For more than 50 years, scientists have warned about the risks of drinking alcohol in pregnancy. Recent research has found that a mother’s consumption of as little as one drink a week may affect a child’s brain development, cognitive function and behaviour, and facial shape, while for decades, public health campaigns have repeatedly said that there’s no safe amount of alcohol for mums to drink while pregnant.
“For years now, we’ve been hearing stories from women who said, ‘I never drank during pregnancy, but now I have an FAS kid – and my male partner was a chronic alcohol abuser’,” [Michael Golding, a developmental physiologist at Texas A&M University] says. But such stories often were dismissed as mothers being forgetful, if not outright lying.
Recent research, however, raises an intriguing – and possibly game-changing – possibility: these mothers were right all along.
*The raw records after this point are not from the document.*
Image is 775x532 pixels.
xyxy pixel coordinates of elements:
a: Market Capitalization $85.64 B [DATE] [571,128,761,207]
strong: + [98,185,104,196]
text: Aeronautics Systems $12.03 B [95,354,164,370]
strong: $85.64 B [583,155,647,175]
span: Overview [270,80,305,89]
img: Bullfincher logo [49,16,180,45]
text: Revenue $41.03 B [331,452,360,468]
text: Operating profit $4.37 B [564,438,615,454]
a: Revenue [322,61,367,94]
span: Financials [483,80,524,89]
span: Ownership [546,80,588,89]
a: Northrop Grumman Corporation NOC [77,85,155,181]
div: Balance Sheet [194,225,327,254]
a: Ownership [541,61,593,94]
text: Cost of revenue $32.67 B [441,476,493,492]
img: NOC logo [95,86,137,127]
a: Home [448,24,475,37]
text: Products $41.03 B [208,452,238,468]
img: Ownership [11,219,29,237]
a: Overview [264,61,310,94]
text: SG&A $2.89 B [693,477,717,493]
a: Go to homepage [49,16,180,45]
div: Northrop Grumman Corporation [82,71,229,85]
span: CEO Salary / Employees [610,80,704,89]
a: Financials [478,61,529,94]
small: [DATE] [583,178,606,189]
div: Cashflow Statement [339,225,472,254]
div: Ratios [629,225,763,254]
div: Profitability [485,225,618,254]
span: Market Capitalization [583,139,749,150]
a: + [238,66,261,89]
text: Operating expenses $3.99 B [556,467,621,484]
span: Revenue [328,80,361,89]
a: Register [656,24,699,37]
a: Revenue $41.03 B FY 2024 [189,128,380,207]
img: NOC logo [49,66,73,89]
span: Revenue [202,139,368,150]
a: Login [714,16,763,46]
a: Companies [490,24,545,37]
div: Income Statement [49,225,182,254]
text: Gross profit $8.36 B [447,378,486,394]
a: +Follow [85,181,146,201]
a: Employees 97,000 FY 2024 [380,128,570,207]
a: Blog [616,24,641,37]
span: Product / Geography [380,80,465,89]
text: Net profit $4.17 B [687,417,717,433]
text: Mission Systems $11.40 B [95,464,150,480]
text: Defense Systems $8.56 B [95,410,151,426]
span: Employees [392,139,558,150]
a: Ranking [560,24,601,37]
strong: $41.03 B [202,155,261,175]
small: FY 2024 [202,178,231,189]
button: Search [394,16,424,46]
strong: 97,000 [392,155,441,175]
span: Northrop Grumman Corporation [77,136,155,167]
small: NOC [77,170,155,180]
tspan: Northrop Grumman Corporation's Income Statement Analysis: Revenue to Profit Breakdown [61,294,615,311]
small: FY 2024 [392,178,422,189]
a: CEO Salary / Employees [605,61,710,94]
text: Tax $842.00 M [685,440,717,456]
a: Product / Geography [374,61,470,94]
The idea that a father’s alcohol consumption before conception could have an impact on the offspring may seem far-fetched. But recent population studies have found that babies whose fathers drank are at a higher risk for various poor health outcomes. One 2021 observational study of more than half a million couples in China, for example, found that the risk of birth defects – including cleft palate, congenital heart disease, and digestive tract anomalies – was higher if the father drank before conception, even when the mother did not drink. Another population study from China compared 5,000 children with congenital heart defects to 5,000 without. Again, while overall risk remained relatively low, it found that babies were nearly three times more likely to have a congenital heart defect if their father drank – defined as having more than 50ml (1.7fl oz) of alcohol per day in the three months before pregnancy – than if he didn’t.